In my rings and modules course we've learned some results relating factorizability of polynomials in $\mathbb{Z}[x]$ to factorizability of polynomials in $\mathbb{Q}[x]$ and $\mathbb{F}_p[x]$. Some of these seem unclear to me. For instance, one lemma is stated as follows:
If $f(x)$ is an integer polynomial whose leading coefficient is not divisible by the prime p, and $\overline {f(x)}$ is irreducible in $\mathbb{F}_p[x]$ then $f(x)$ is irreducible in $\mathbb{Z}[z]$.
This seems clearly false to me? For instance, the polynomial $f(x)=2x+6$ has a leading coefficient not divisible by 3, and modulo 3 is the irreducible polynomial $\overline {f(x)}=\overline {2x}$. However, it is reducible in $\mathbb{Z}[x]$, as it factors into $f(x)=2(x+3)$ and neither $2$ nor $x+3$ is a unit.
The lemma is clearly meant to refer only to factorizations into polynomials with positive degree, in which case the proof given in my notes is valid, and so this might seem like a trivial concern, but for instance it also affects Eisenstein's criterion, which for the same reason has an invalid proof as given in my notes. Are these just typos or am I missing something here?
You are confusing irreducibility in $\mathbb{Z}[X]$ with irreducibility in $\mathbb{Q}[X]$. By Gauss's lemma, a polynomial $f(X)\in \mathbb{Z}[X]$ is irreducible in $\mathbb{Z}[X]$ if and only if $f(X)$ is irreducible in $\mathbb{Q}[X]$ and primitive. The two criteria that you mention concern the irreducibility in $\mathbb{Q}[X]$. If you want a statement for the irreducibility in $\mathbb{Z}[X]$, then you need to restrict to $f$ primitive.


__Exercise instructions__
Return the data exactly, without pictures.

(Entries from a visual dataset)
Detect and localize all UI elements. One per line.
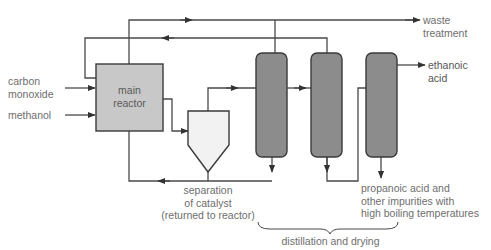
separator-label-line1: separation	[148, 184, 268, 197]
impurities-line3: high boiling temperatures	[361, 207, 479, 220]
waste-label-line2: treatment	[423, 27, 467, 40]
distillation-column-2	[311, 53, 342, 157]
distillation-column-3	[366, 53, 397, 157]
carbon-monoxide-line1: carbon	[8, 75, 54, 88]
impurities-label: propanoic acid and other impurities with…	[361, 182, 479, 220]
waste-label-line1: waste	[423, 14, 467, 27]
reactor-label: main reactor	[96, 84, 163, 109]
distillation-column-1	[256, 53, 287, 157]
distillation-brace	[258, 222, 398, 234]
waste-treatment-label: waste treatment	[423, 14, 467, 39]
reactor-output-line	[163, 99, 188, 131]
carbon-monoxide-line2: monoxide	[8, 88, 54, 101]
impurities-line1: propanoic acid and	[361, 182, 479, 195]
separator-label: separation of catalyst (returned to reac…	[148, 184, 268, 222]
ethanoic-acid-line1: ethanoic	[428, 59, 468, 72]
separator-label-line2: of catalyst	[148, 197, 268, 210]
methanol-label: methanol	[8, 109, 51, 122]
ethanoic-acid-label: ethanoic acid	[428, 59, 468, 84]
reactor-label-line1: main	[96, 84, 163, 97]
reactor-label-line2: reactor	[96, 97, 163, 110]
separator-label-line3: (returned to reactor)	[148, 209, 268, 222]
distillation-and-drying-label: distillation and drying	[258, 235, 403, 248]
catalyst-separator	[188, 111, 229, 172]
ethanoic-acid-line2: acid	[428, 72, 468, 85]
impurities-line2: other impurities with	[361, 195, 479, 208]
carbon-monoxide-label: carbon monoxide	[8, 75, 54, 100]
separator-output-line	[208, 88, 256, 111]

__Your response__
Detect and localize all UI elements. One per line.
separator-label-line1: separation	[148, 184, 268, 197]
impurities-line3: high boiling temperatures	[361, 207, 479, 220]
waste-label-line2: treatment	[423, 27, 467, 40]
distillation-column-2	[311, 53, 342, 157]
distillation-column-3	[366, 53, 397, 157]
carbon-monoxide-line1: carbon	[8, 75, 54, 88]
impurities-label: propanoic acid and other impurities with…	[361, 182, 479, 220]
waste-label-line1: waste	[423, 14, 467, 27]
reactor-label: main reactor	[96, 84, 163, 109]
distillation-column-1	[256, 53, 287, 157]
distillation-brace	[258, 222, 398, 234]
waste-treatment-label: waste treatment	[423, 14, 467, 39]
reactor-output-line	[163, 99, 188, 131]
carbon-monoxide-line2: monoxide	[8, 88, 54, 101]
impurities-line1: propanoic acid and	[361, 182, 479, 195]
separator-label: separation of catalyst (returned to reac…	[148, 184, 268, 222]
ethanoic-acid-line1: ethanoic	[428, 59, 468, 72]
separator-label-line2: of catalyst	[148, 197, 268, 210]
methanol-label: methanol	[8, 109, 51, 122]
ethanoic-acid-label: ethanoic acid	[428, 59, 468, 84]
reactor-label-line1: main	[96, 84, 163, 97]
reactor-label-line2: reactor	[96, 97, 163, 110]
separator-label-line3: (returned to reactor)	[148, 209, 268, 222]
distillation-and-drying-label: distillation and drying	[258, 235, 403, 248]
catalyst-separator	[188, 111, 229, 172]
ethanoic-acid-line2: acid	[428, 72, 468, 85]
impurities-line2: other impurities with	[361, 195, 479, 208]
carbon-monoxide-label: carbon monoxide	[8, 75, 54, 100]
separator-output-line	[208, 88, 256, 111]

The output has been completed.